19 February 2010, 22:10

Strasbourg Court fines Russia for disappearances in Chechnya

The Russian Federation has lost two more cases at the European Court on Human Rights (ECtHR) on complaints of residents of Chechnya on disappearances of their relatives. The statement of the ECtHR prescribes that Moscow shall pay out 120,000 to the applicants, plus legal costs.

The first claim was filed by parents of a Chechen Zurab Iriskhanov. According to the Court, a group of armed people took Zurab away from his house on June 19, 2002; and his traces were lost afterwards.

The Chamber of the Court has ruled that Russian authorities had broken the European Convention on Protection of Human Rights and Fundamental Freedoms (ECHR): Articles 2 (right to life and efficient inquiry), 3 (prohibition of inhuman and degrading treatment), 5 (right to freedom and person immunity) and 13 (right to efficient legal defence). Russian authorities shall pay to Iriskhanov's parents 60,000 euros for moral damage and 5500 euros to compensate legal costs.

The claimant in the second case was the wife of Abu Aliev, a resident of Grozny, kidnapped by armed people in camouflage on October 29, 2002. In the opinion of the judges, the same articles of the ECHR were broken in this case as in the first one, as the "Kommersant" writes. The Court has obliged the Russian authorities to compensate the claimant with 60,000 euros for moral damage and pay 1650 euros of legal costs.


**DESCRIPTION OF THE TASK:** In the entries below, find every line with the string "name" and copy it.
DATA SECTION: Begin
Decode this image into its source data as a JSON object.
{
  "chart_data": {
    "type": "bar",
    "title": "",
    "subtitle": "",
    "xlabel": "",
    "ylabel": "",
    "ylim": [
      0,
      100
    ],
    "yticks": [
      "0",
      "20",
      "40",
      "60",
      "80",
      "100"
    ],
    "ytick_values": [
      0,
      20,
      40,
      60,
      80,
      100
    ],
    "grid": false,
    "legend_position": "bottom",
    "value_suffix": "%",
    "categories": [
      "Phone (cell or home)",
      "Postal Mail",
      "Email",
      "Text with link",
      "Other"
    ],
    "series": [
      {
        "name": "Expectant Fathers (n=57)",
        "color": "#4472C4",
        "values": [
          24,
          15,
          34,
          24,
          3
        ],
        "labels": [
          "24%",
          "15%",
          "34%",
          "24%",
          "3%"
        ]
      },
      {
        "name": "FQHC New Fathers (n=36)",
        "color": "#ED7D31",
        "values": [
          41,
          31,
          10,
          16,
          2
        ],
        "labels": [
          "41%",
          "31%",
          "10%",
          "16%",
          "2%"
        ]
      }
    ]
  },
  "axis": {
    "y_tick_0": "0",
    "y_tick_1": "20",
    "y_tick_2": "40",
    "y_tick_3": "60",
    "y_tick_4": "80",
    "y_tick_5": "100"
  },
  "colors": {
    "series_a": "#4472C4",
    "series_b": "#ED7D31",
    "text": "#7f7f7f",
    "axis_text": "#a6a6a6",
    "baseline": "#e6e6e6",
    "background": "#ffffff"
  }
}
DATA SECTION: End
DATA SECTION: Begin
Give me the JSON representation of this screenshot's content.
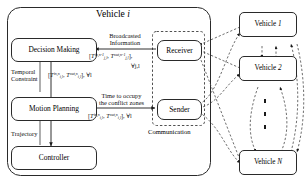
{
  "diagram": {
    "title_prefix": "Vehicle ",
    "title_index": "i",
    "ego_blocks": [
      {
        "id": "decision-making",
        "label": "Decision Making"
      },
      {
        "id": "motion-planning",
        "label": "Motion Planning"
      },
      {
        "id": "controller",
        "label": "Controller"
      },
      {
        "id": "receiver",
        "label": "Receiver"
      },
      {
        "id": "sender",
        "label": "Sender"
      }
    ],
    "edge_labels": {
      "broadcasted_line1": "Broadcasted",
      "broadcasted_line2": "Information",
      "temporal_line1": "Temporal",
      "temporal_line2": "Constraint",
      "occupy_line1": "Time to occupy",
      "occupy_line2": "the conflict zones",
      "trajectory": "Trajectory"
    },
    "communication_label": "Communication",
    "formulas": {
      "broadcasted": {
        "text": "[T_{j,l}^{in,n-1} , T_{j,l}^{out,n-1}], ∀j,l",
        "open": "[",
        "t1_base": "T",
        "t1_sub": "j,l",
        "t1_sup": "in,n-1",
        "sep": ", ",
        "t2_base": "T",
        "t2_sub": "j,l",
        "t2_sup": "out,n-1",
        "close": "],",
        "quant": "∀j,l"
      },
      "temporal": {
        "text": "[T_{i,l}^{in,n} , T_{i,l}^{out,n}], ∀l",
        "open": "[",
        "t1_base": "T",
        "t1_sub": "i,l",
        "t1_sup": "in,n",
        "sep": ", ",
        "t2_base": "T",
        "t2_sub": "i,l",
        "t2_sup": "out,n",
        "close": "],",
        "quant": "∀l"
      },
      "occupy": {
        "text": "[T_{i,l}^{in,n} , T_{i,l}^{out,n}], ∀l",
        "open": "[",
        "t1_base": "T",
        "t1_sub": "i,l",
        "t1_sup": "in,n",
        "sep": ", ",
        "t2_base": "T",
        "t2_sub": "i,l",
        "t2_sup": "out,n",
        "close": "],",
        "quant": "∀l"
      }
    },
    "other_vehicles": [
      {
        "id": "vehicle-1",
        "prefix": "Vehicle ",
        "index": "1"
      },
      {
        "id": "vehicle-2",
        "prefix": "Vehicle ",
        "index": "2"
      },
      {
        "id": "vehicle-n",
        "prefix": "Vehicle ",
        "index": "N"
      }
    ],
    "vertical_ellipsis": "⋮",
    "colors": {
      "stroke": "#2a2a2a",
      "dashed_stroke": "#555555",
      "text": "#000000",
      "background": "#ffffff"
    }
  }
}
DATA SECTION: End
DATA SECTION: Begin
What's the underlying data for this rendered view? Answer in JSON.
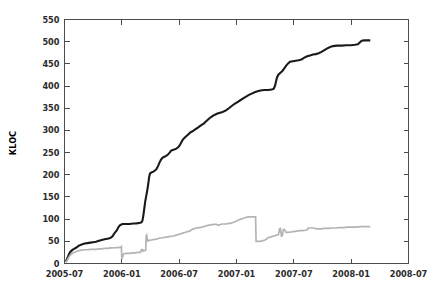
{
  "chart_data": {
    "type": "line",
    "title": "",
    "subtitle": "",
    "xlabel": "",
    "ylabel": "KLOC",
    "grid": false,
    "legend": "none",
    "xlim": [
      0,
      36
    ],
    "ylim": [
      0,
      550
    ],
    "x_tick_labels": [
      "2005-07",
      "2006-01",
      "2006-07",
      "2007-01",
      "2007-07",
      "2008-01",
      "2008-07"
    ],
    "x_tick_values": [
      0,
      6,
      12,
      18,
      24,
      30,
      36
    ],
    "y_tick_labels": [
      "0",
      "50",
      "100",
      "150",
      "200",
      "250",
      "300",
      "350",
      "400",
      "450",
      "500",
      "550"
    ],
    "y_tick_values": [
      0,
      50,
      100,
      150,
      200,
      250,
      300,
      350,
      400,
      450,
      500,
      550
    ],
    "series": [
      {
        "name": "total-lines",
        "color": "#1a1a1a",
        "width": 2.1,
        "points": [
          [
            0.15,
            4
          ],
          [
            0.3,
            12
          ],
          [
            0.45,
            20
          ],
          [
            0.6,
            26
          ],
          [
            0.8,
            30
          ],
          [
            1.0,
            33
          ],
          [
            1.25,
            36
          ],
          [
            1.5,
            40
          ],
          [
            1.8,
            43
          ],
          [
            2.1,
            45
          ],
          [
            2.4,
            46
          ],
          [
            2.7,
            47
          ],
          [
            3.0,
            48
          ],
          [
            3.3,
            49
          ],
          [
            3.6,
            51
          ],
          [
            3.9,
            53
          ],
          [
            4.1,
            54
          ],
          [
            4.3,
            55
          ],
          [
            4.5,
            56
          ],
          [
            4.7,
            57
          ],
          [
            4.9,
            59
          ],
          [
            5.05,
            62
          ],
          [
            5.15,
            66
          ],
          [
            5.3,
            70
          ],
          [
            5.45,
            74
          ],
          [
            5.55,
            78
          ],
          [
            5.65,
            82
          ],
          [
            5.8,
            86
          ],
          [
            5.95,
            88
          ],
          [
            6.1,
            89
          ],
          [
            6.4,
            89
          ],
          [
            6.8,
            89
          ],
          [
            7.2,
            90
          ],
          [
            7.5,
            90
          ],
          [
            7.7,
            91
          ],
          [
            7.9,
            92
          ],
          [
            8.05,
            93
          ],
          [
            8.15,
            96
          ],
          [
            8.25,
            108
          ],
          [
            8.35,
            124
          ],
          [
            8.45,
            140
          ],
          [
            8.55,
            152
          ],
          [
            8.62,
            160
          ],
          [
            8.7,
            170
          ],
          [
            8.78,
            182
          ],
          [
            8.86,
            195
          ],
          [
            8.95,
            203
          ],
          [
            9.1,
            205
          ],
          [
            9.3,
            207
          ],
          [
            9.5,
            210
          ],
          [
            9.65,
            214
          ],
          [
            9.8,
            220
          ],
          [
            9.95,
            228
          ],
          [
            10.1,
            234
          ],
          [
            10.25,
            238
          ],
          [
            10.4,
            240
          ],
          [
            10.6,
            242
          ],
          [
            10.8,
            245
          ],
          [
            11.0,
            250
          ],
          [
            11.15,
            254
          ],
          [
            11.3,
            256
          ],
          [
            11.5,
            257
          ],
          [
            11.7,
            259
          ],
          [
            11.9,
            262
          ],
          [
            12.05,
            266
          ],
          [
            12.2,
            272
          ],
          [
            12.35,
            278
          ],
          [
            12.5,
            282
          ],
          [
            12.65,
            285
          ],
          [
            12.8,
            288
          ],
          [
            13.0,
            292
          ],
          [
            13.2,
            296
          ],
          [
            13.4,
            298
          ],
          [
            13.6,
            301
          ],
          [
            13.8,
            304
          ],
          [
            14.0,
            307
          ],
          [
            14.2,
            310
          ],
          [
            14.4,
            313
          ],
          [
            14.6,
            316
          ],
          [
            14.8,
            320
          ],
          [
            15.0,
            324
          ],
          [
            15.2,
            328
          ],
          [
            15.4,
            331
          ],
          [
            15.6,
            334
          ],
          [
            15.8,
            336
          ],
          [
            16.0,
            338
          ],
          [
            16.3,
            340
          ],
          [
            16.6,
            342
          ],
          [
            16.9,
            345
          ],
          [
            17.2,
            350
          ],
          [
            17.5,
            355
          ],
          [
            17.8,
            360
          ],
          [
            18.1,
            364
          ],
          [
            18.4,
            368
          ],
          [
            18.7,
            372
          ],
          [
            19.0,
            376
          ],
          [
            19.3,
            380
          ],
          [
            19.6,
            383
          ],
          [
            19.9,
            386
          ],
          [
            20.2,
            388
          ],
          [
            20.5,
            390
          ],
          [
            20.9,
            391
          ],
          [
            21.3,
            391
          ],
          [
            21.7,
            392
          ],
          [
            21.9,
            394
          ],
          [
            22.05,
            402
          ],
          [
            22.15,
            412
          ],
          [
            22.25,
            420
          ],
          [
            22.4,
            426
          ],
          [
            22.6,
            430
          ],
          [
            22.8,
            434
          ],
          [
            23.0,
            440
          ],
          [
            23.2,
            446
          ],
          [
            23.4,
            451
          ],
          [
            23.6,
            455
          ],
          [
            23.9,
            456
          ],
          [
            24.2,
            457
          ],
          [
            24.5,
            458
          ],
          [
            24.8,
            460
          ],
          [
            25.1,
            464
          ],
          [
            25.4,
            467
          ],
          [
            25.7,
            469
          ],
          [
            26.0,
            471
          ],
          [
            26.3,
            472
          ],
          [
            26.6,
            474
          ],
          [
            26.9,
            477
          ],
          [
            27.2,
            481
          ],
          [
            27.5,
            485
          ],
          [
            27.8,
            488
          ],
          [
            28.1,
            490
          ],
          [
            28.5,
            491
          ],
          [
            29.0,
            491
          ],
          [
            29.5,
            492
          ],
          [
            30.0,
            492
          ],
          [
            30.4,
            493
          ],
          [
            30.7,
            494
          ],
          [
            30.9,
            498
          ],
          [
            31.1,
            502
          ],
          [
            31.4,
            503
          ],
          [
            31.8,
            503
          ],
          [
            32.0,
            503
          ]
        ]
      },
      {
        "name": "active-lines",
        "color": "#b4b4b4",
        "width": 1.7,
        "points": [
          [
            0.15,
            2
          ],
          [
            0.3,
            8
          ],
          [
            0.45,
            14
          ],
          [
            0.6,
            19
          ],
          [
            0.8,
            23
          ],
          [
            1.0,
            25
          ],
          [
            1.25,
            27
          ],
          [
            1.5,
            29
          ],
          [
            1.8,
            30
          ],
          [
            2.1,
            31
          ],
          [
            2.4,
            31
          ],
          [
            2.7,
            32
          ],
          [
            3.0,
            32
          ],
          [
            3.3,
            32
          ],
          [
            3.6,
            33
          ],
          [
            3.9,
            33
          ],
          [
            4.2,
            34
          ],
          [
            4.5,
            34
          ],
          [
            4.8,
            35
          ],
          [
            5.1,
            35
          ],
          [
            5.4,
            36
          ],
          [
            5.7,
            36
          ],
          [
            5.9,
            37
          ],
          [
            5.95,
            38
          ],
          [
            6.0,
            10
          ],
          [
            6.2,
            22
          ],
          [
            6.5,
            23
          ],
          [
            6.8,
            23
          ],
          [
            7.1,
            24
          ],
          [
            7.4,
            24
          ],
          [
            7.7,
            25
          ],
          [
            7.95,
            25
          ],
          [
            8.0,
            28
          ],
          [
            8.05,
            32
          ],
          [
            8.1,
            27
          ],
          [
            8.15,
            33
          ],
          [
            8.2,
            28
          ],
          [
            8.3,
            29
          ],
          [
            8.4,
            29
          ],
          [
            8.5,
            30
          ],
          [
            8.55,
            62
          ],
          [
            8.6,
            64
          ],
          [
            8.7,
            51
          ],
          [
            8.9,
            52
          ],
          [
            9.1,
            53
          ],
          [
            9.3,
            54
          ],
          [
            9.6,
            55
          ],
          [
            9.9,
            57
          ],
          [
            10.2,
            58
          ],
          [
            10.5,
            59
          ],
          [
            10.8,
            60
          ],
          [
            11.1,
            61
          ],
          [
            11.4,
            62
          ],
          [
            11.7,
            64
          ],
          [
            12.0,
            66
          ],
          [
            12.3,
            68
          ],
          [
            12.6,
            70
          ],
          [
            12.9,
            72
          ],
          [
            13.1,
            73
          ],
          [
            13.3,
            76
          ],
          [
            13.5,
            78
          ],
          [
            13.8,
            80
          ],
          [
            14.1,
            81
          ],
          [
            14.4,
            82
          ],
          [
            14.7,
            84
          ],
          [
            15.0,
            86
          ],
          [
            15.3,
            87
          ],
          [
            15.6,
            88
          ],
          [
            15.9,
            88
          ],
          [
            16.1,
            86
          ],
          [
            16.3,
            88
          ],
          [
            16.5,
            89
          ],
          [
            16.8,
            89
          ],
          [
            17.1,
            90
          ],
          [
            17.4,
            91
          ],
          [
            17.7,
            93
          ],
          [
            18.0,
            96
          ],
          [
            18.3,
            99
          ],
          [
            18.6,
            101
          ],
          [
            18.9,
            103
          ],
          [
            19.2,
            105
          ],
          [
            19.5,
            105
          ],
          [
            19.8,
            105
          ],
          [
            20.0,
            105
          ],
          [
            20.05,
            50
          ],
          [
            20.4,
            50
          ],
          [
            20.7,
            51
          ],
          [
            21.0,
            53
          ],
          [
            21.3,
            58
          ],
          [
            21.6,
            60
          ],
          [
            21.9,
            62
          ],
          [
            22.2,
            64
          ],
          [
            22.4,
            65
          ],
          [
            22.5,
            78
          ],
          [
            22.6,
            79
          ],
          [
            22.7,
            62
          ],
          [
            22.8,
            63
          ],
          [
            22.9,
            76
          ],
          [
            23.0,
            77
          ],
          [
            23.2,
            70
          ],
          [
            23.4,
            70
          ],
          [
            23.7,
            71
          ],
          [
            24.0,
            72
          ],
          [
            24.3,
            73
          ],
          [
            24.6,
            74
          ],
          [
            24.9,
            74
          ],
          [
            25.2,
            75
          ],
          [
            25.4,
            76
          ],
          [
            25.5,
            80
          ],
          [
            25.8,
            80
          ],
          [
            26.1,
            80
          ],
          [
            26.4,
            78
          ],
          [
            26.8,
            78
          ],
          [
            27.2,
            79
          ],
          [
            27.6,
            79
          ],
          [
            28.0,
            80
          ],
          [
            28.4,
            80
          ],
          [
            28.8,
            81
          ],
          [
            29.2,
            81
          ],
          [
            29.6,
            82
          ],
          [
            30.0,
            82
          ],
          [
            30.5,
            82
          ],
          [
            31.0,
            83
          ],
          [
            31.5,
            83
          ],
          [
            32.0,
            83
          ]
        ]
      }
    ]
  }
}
DATA SECTION: End
**ANSWER SPACE:**
        "name": "Expectant Fathers (n=57)",
        "name": "FQHC New Fathers (n=36)",
        "name": "total-lines",
        "name": "active-lines",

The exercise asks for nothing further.